Our decamping is still very disorganised and time consuming, we’d awakened reasonably early, quite refreshed, but by the time we got everything back in the panniers and on the bikes it was gone eleven. The cycling was gorgeous though. Along quiet country lanes without any traffic at all, onto busier roads but with wonderfully designed cycle paths. We passed wetlands with swans, geese, ducks and other weirder looking birds bobbing around on the water or stamping on clumps of floating weed. Fields full of lazy looking pale yellow cows and dark maned horses. After 25 miles of wonderful cycling we were both feeling a bit saddle weary, so decided to head to a campsite at Le Crotoy. We stopped at a little supermarket so Kez could grab something for the evening meal, and while she shopped I had quite a fun conversation with a french cyclist, neither of us spoke each other’s language, but with sign language and guesswork I think the conversation went something like:
‘hello’
‘..err hello!’
‘where are you going?’
‘I’m England, err English’
‘oh, I don’t speak English’
‘me neither, French I mean’
‘where are you going?’
‘nice bike you’ve got there’
‘Where are you going, on your bike with all those panniers?’
‘oh! Espania’
‘Ah Espania! Here is flat, South is hills’
‘Ah yes.. Pyrenees!’
‘yes Pyrenees!’

Having found an instance of understanding, we bid each other Au revoir and I was left feeling quite pathetic for having not managed to learn even the basics of French before coming out here.

The GPS failed us with it’s directions, with the marked campsite being somewhere else entirely, and the next three we tried had signs on the window saying ‘reception closed on Wednesday afternoons’. Easy life they have these French. Everything was closed on Monday, which is normal apparently, everything seems to close for three hours at midday, and now we find Wednesday afternoon is a time for relaxing too! This was a little worrying, since we needed to find somewhere to stay, but at the third site after reading the same sign and wondering whether we should just pitch up anyway, the site attendant appeared on a golf cart and checked us in.
Kez had bought some strange sausages to have with a huge bread roll and salad with olives, lardons, cheese and egg. The sausages sort of exploded, belching their nasty looking chunks of various pig snippings into the pan and I asked Kez if she’d got them from the pet food aisle.
As we were eating we became aware of a constant thundering in the distance, coming closer actually. We managed to get everything in the tent, and were washing our plates up when the heavens opened, lightning flashed, thunder crashed and we dived into the tent just in time. It was short lived thankfully, but quite exciting nonetheless.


* _The task_
Search the data for lines holding the word "Crack". State how many there are, and nothing else.

* _Extracted data_
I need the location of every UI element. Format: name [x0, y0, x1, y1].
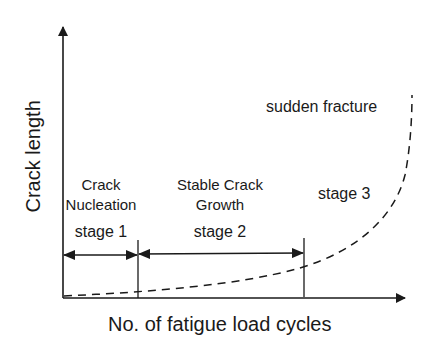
- stage3-label: stage 3: [318, 185, 370, 203]
- stage2-title-line2: Growth: [160, 196, 280, 214]
- x-axis-label: No. of fatigue load cycles: [108, 313, 331, 336]
- sudden-fracture-label: sudden fracture: [266, 98, 377, 116]
- stage2-label: stage 2: [170, 223, 270, 241]
- y-axis-label: Crack length: [22, 103, 45, 213]
- stage2-title-line1: Stable Crack: [160, 176, 280, 194]
- stage2-span-arrow: [139, 253, 303, 254]
- stage1-title-line2: Nucleation: [64, 196, 138, 214]
- stage1-title-line1: Crack: [64, 176, 138, 194]
- stage1-label: stage 1: [64, 223, 138, 241]
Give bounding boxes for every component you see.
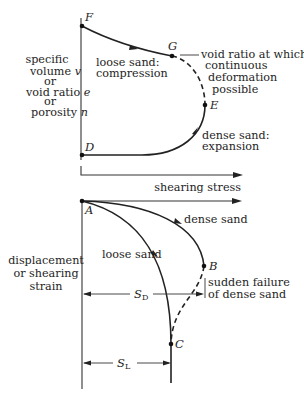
dimension-SL: SL: [83, 356, 171, 371]
svg-text:SL: SL: [117, 356, 131, 371]
point-C: [169, 342, 174, 347]
label-F: F: [84, 10, 94, 24]
upper-chart: shearing stress specific volume v or voi…: [25, 10, 304, 194]
svg-text:displacement: displacement: [8, 254, 84, 267]
label-A: A: [84, 203, 93, 217]
point-E: [203, 103, 208, 108]
svg-text:strain: strain: [29, 280, 62, 293]
sudden-failure-dashed-curve: [171, 266, 204, 344]
label-E: E: [209, 98, 219, 112]
point-B: [202, 264, 207, 269]
dense-sand-label: dense sand: [184, 213, 248, 226]
svg-text:possible: possible: [212, 83, 259, 96]
svg-text:SD: SD: [134, 287, 148, 302]
dimension-SD: SD: [83, 287, 204, 302]
label-C: C: [175, 337, 184, 351]
label-D: D: [84, 140, 94, 154]
loose-sand-curve: [82, 201, 171, 383]
point-F: [80, 24, 85, 29]
x-axis-arrow-icon: [232, 198, 242, 204]
loose-compression-curve: [82, 26, 172, 56]
point-G: [170, 54, 175, 59]
curve-arrow-icon: [174, 218, 182, 224]
x-axis-label: shearing stress: [154, 181, 241, 194]
svg-text:or shearing: or shearing: [13, 267, 78, 280]
label-B: B: [208, 259, 217, 273]
svg-text:porosity n: porosity n: [31, 106, 88, 119]
x-axis-arrow-icon: [233, 172, 243, 178]
svg-text:void ratio e: void ratio e: [25, 86, 91, 99]
point-A: [80, 199, 85, 204]
svg-text:of dense sand: of dense sand: [208, 288, 286, 301]
critical-void-dashed-curve: [172, 56, 205, 105]
expansion-label: expansion: [202, 140, 259, 153]
point-D: [80, 153, 85, 158]
dense-expansion-curve: [82, 105, 205, 155]
label-G: G: [168, 39, 177, 53]
lower-chart: displacement or shearing strain A B C de…: [8, 198, 290, 389]
soil-shear-behavior-diagram: shearing stress specific volume v or voi…: [0, 0, 304, 404]
loose-sand-label: loose sand: [102, 248, 162, 261]
upper-x-axis: [81, 166, 236, 175]
compression-label: compression: [96, 67, 168, 80]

* _Reply_
3